Although the city of Grafton has been here for more than a hundred years and civilised pasture has in most places supplanted the rainforest, the rules of the forest still prevail. Tall trees like monumental figs will always crowd out the rest. It's obvious in the forest, more subtle in society. The people in this town live in a series of fenced pastures, grazing in apparent contentment, their eyes mostly down, for the pasture is rich. Who wouldn't be content? Yet most people are confined. My father, for instance, can run the AMIEU, the meatworkers union, and sharpen his wits on Sir Earle Page at political meetings in the market square near the clock tower when election time comes around, but he will always retain his
working-class
label, for the class system is rigid. I soon find that I too am confined, contented if I don't think too closely about it, but nevertheless confined.

For a long time, immersed in the life of the farm, in giving birth to a third child and looking after three of them, I don't look over the fence. Later I persuade myself that, but for the floods, I would have been a contented farmer's wife forever, making jams and preserving fruit, sewing at my machine on the wide verandah. In many ways my life is good. I wear stylish clothes made from Vogue patterns, my makeup is carefully applied according to the Helena Rubinstein demonstration organised by the Young Wives Club at the church, and my well-behaved children go to church and Sunday school and do well at school (they'll rebel later). I'm almost a parody of a fifties wife and mother. We are all rebuilding our world after the war and want nothing old in our houses or our lives. Everything is to be new and smart. Many send their cedar furniture to the mart and buy the latest laminex and stainless steel. We paint a
feature wall
in each room of our house and some of us arrange a flight of ceramic wild ducks on it, ascending of course. Most of us go on the pill, but that isn't reported in the church paper. This is an ordered world so long as everyone knows where they belong, yet soon I will begin to look beyond my allotted place.

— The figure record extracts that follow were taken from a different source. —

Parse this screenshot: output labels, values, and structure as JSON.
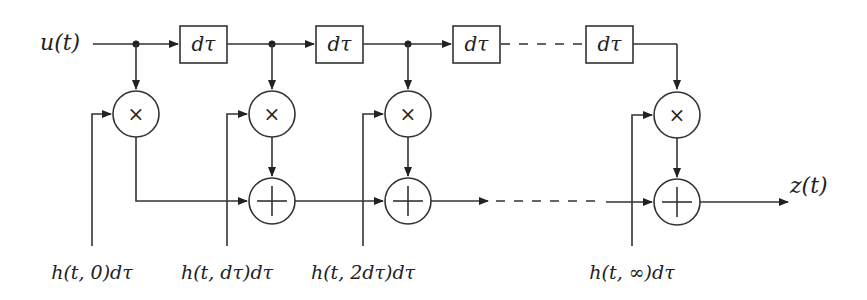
{
  "diagram": {
    "input": {
      "label": "u(t)"
    },
    "output": {
      "label": "z(t)"
    },
    "delay_blocks": [
      {
        "label": "dτ"
      },
      {
        "label": "dτ"
      },
      {
        "label": "dτ"
      },
      {
        "label": "dτ"
      }
    ],
    "multipliers": [
      {
        "symbol": "×"
      },
      {
        "symbol": "×"
      },
      {
        "symbol": "×"
      },
      {
        "symbol": "×"
      }
    ],
    "adders": [
      {
        "symbol": "+"
      },
      {
        "symbol": "+"
      },
      {
        "symbol": "+"
      }
    ],
    "tap_labels": [
      "h(t, 0)dτ",
      "h(t, dτ)dτ",
      "h(t, 2dτ)dτ",
      "h(t, ∞)dτ"
    ],
    "colors": {
      "stroke": "#333333",
      "background": "#ffffff"
    }
  }
}
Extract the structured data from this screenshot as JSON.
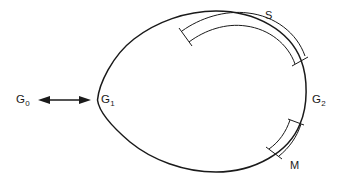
{
  "figure": {
    "type": "line-diagram",
    "background_color": "#ffffff",
    "stroke_color": "#1a1a1a",
    "canvas": {
      "width": 340,
      "height": 185
    },
    "labels": {
      "g0": {
        "base": "G",
        "sub": "0"
      },
      "g1": {
        "base": "G",
        "sub": "1"
      },
      "g2": {
        "base": "G",
        "sub": "2"
      },
      "s": "S",
      "m": "M"
    },
    "elements": {
      "outline_name": "teardrop-outline",
      "arrow_name": "g0-g1-double-arrow",
      "band_upper_name": "arc-band-s",
      "band_lower_name": "arc-band-m"
    }
  }
}
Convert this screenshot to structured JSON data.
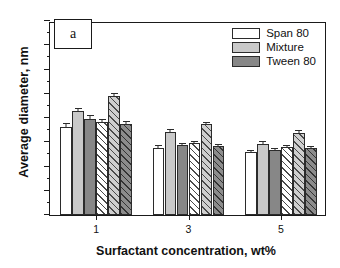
{
  "panel": {
    "label": "a"
  },
  "legend": {
    "items": [
      {
        "label": "Span 80",
        "key": "span",
        "color": "#ffffff"
      },
      {
        "label": "Mixture",
        "key": "mixture",
        "color": "#c9c9c9"
      },
      {
        "label": "Tween 80",
        "key": "tween",
        "color": "#878787"
      }
    ]
  },
  "axes": {
    "ylabel": "Average diameter, nm",
    "xlabel": "Surfactant concentration, wt%",
    "yticks": [
      "0",
      "100",
      "200",
      "300",
      "400",
      "500",
      "600",
      "700",
      "800"
    ],
    "xticks": [
      "1",
      "3",
      "5"
    ]
  },
  "chart_data": {
    "type": "bar",
    "title": "",
    "subtitle": "",
    "xlabel": "Surfactant concentration, wt%",
    "ylabel": "Average diameter, nm",
    "ylim": [
      0,
      800
    ],
    "ytick_interval": 100,
    "yminor_tick_interval": 50,
    "grid": false,
    "legend_position": "top-right",
    "panel_label": "a",
    "categories": [
      "1",
      "3",
      "5"
    ],
    "series": [
      {
        "name": "Span 80",
        "key": "span",
        "fill": "solid",
        "color": "#ffffff",
        "values": [
          363,
          277,
          258
        ],
        "errors": [
          12,
          6,
          5
        ]
      },
      {
        "name": "Mixture",
        "key": "mixture",
        "fill": "solid",
        "color": "#c9c9c9",
        "values": [
          428,
          341,
          293
        ],
        "errors": [
          11,
          8,
          7
        ]
      },
      {
        "name": "Tween 80",
        "key": "tween",
        "fill": "solid",
        "color": "#878787",
        "values": [
          398,
          288,
          268
        ],
        "errors": [
          9,
          6,
          5
        ]
      },
      {
        "name": "Span 80 hatched",
        "key": "span_h",
        "fill": "hatch",
        "color": "#ffffff",
        "values": [
          385,
          296,
          279
        ],
        "errors": [
          7,
          6,
          5
        ]
      },
      {
        "name": "Mixture hatched",
        "key": "mixture_h",
        "fill": "hatch",
        "color": "#cfcfcf",
        "values": [
          492,
          374,
          338
        ],
        "errors": [
          8,
          7,
          7
        ]
      },
      {
        "name": "Tween 80 hatched",
        "key": "tween_h",
        "fill": "hatch",
        "color": "#8c8c8c",
        "values": [
          375,
          285,
          275
        ],
        "errors": [
          7,
          5,
          5
        ]
      }
    ]
  }
}
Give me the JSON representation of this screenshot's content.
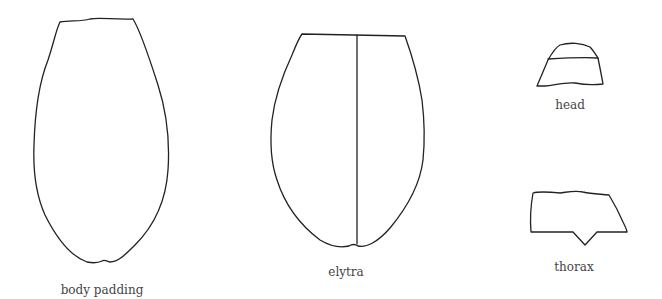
{
  "diagram": {
    "parts": [
      {
        "id": "body-padding",
        "label": "body padding"
      },
      {
        "id": "elytra",
        "label": "elytra"
      },
      {
        "id": "head",
        "label": "head"
      },
      {
        "id": "thorax",
        "label": "thorax"
      }
    ],
    "stroke_color": "#222222",
    "label_color": "#444444",
    "background": "#ffffff"
  }
}
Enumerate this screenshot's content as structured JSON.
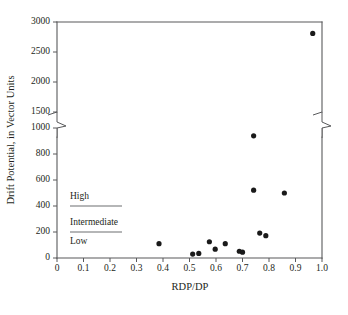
{
  "chart_data": {
    "type": "scatter",
    "title": "",
    "xlabel": "RDP/DP",
    "ylabel": "Drift Potential, in Vector Units",
    "xlim": [
      0,
      1.0
    ],
    "ylim": [
      0,
      3000
    ],
    "grid": false,
    "legend_position": "inside-left",
    "y_axis_break": {
      "present": true,
      "below": 1000,
      "above": 1500
    },
    "xticks": [
      0,
      0.1,
      0.2,
      0.3,
      0.4,
      0.5,
      0.6,
      0.7,
      0.8,
      0.9,
      1.0
    ],
    "xticklabels": [
      "0",
      "0.1",
      "0.2",
      "0.3",
      "0.4",
      "0.5",
      "0.6",
      "0.7",
      "0.8",
      "0.9",
      "1.0"
    ],
    "yticks": [
      0,
      200,
      400,
      600,
      800,
      1000,
      1500,
      2000,
      2500,
      3000
    ],
    "yticklabels": [
      "0",
      "200",
      "400",
      "600",
      "800",
      "1000",
      "1500",
      "2000",
      "2500",
      "3000"
    ],
    "points": [
      {
        "x": 0.385,
        "y": 110
      },
      {
        "x": 0.512,
        "y": 30
      },
      {
        "x": 0.535,
        "y": 35
      },
      {
        "x": 0.575,
        "y": 125
      },
      {
        "x": 0.597,
        "y": 68
      },
      {
        "x": 0.635,
        "y": 110
      },
      {
        "x": 0.688,
        "y": 52
      },
      {
        "x": 0.7,
        "y": 45
      },
      {
        "x": 0.742,
        "y": 940
      },
      {
        "x": 0.742,
        "y": 522
      },
      {
        "x": 0.765,
        "y": 192
      },
      {
        "x": 0.788,
        "y": 172
      },
      {
        "x": 0.858,
        "y": 500
      },
      {
        "x": 0.965,
        "y": 2810
      }
    ],
    "marker": "circle",
    "marker_color": "#1a1a1a",
    "legend_bands": [
      {
        "label": "High",
        "rule_value": 400
      },
      {
        "label": "Intermediate",
        "rule_value": 200
      },
      {
        "label": "Low",
        "rule_value": null
      }
    ]
  },
  "colors": {
    "axis": "#58595b",
    "text": "#231f20",
    "marker": "#1a1a1a",
    "legend_rule": "#6d6e71",
    "background": "#ffffff"
  }
}
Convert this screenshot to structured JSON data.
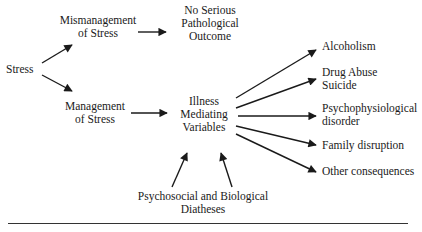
{
  "diagram": {
    "nodes": {
      "stress": "Stress",
      "mismanagement": [
        "Mismanagement",
        "of Stress"
      ],
      "no_outcome": [
        "No Serious",
        "Pathological",
        "Outcome"
      ],
      "management": [
        "Management",
        "of Stress"
      ],
      "mediating": [
        "Illness",
        "Mediating",
        "Variables"
      ],
      "diatheses": [
        "Psychosocial and Biological",
        "Diatheses"
      ],
      "outcomes": {
        "alcoholism": [
          "Alcoholism"
        ],
        "drug_abuse": [
          "Drug Abuse",
          "Suicide"
        ],
        "psychophysiological": [
          "Psychophysiological",
          "disorder"
        ],
        "family": [
          "Family disruption"
        ],
        "other": [
          "Other consequences"
        ]
      }
    },
    "edges": [
      {
        "from": "Stress",
        "to": "Mismanagement of Stress"
      },
      {
        "from": "Stress",
        "to": "Management of Stress"
      },
      {
        "from": "Mismanagement of Stress",
        "to": "No Serious Pathological Outcome"
      },
      {
        "from": "Management of Stress",
        "to": "Illness Mediating Variables"
      },
      {
        "from": "Psychosocial and Biological Diatheses",
        "to": "Illness Mediating Variables"
      },
      {
        "from": "Psychosocial and Biological Diatheses",
        "to": "Illness Mediating Variables"
      },
      {
        "from": "Illness Mediating Variables",
        "to": "Alcoholism"
      },
      {
        "from": "Illness Mediating Variables",
        "to": "Drug Abuse Suicide"
      },
      {
        "from": "Illness Mediating Variables",
        "to": "Psychophysiological disorder"
      },
      {
        "from": "Illness Mediating Variables",
        "to": "Family disruption"
      },
      {
        "from": "Illness Mediating Variables",
        "to": "Other consequences"
      }
    ],
    "colors": {
      "ink": "#1a1a1a",
      "background": "#ffffff"
    }
  }
}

The hierarchical structures in the city are frozen, or atrophied might be a better word, but the impression is that they're
natural
, ordained by God. A committee of matrons keeps as keen an eye on the blood-lines as do the horse breeders preparing for the July race meeting. The big occasion of the year is the Race Ball, held the evening before the Grafton Cup and organised by a committee of ladies who ensure that only blue-bloods take the floor. In the winter of 1960 we go to all the other balls, as we still love to dance, and the churches and charitable organisations stage large and elaborate balls — the St Andrew's Ball, the Cathedral Ball, the Masonic Ball, the Hospital Ball. We go with a group of friends, some of whom are Main Roads engineers. These are newcomers, unaccustomed to the city's hierarchies, and so are likely to make naive mistakes. When one of these couples receives an invitation to the Race Ball for themselves and two of their guests, they quite naturally invite us. We have a fine time, that is until the next week when our hosts receive a reprimand from the committee.
Guests,
it seems, means
house guests
in town for the races, it doesn't mean locals who haven't been scrutinised by the committee.